Govind Rai
Govind Rai

Reputation: 15848

Why does tar archive take up 1MB? Shouldn't it take up only 1KB?

I'm reading an article on the difference between tar and zip and gz files.

I am having a hard time understanding how the author came up with 1MB as the size of the tar archive:

One key thing to remember is a plain tar file is just an archive whose data are not compressed.

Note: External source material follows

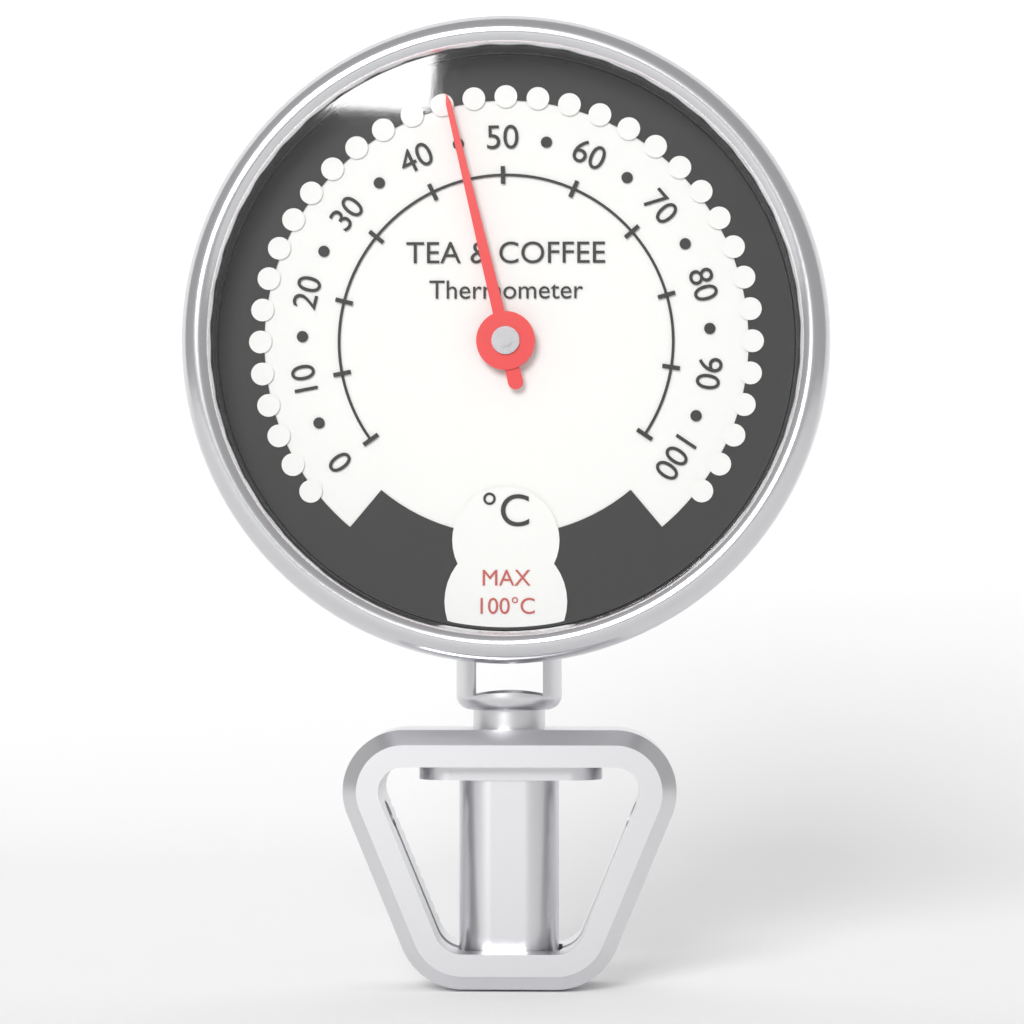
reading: 45 °C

In other words, if you tar 100 files of 50kB, you will end up with an archive whose size will be around 5000kB. The only gain you can expect using tar alone would be by avoiding the space wasted by the file system as most of them allocate space at some granularity (for example, on my system, a one byte long file uses 4kB of disk space, 1000 of them will use 4MB but the corresponding tar archive “only” 1MB).

Shouldn't the size of the archive only take around 1KB? Here's my reasoning:

If you save the extra space saved by the file system, then 1000 files X 1 byte per file should only consume 1000 bytes or 1 KB. So the tar archive should be somewhere around 1KB of size. Why is it 1MB.

I also tested such a scenario on my system (MACOSX Terminal):

mkdir test
cd test
for i in {1..1000}; do echo "" > $i.txt; done
cd ..
tar -cf tarredFile.tar test
ls -l tarredFile.tar

Even the file system shows 1MB for the tar archive. In conclusion, I definitely know my reasoning is incorrect, but I don't know why. What am I overlooking?

Upvotes: 1

Views: 460

Answers (1)

Mark Adler
Mark Adler

Reputation: 112617

The tar format is written in 512-byte blocks. Each one-byte file takes 512 bytes for the header, which contains the file name, and 512 bytes for the file content, of which only one byte is significant. So 1024 bytes per file minimum.

Most of that is zeros, so it compresses quite a bit. gzip gets it to about 9K. Note that that is still far from 1K because you need to store the names of the files in the archive as well.